Last edited by Mike_Walsh; 01-06-2019 at 04:16 PM.
RockDoc, you know you may be onto something with this idea of a "secondary" browser. I use firefox almost (but not quite) exclusively. Lately I've been using Falkon as a secondary, but the tor-browser is being used also.
Vivaldi caught my attention a year ago - I rather liked it. But the last two versions of FF beat that version performance-wise. I may have to go back and checkout Vivaldi again. I only hesitate because of the chrome-engine connection. I know it's not Chrome, just the use of some code. But I resist Google in all its forms.
Firefox is my primary, Vivaldi is my secondary until I find something that works better.

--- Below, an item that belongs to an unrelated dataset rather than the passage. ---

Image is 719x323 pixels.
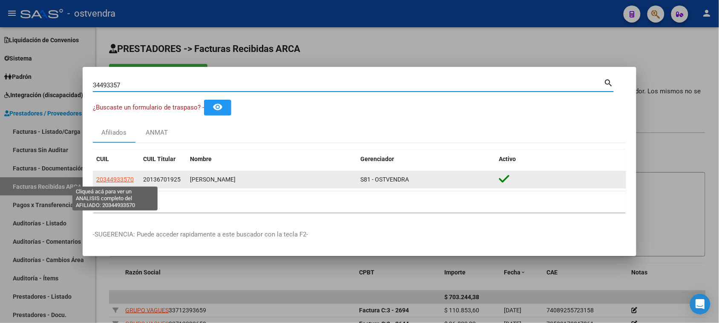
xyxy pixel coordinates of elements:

I use Chromium for work-related tasks and so don't want to use it for personal stuff. I would say if I left my job, I'd dump Vivaldi in a heartbeat though, as the performance is nowhere near on par with Firefox and Chromium, and the shear number of oddities of how it responds to pages makes it infuriating to attempt to use for more than a short time. I tried to use Falkon, but I couldn't get it to build correctly on Debian, just kept erroring out at launch.
Opera was my go-to for many years, until they abandoned their roots and went to the dark side. Then I used Seamonkey because, like Opera, it included email and rss, but I abandoned it because the sync didn't work. Since then I've pretty much stuck with Firefox, with Vivaldi on the side (since Vivaldi came out). Sometimes I also use Konqueror for testing purposes.
I have no complaints about Firefox for the desktop.
Firefox for Android, on the other hand . . . . well, it's like when I used to pull a boat with my little pick-up truck--you could watch the gas gauge go down. And Mozilla has made what I consider some very questionable interface design choices.
I'm torn. While I like what the Pale Moon guys do, I cannot support how they react to open source projects. Vivaldi is quite a good browser though, even with its Blink engine.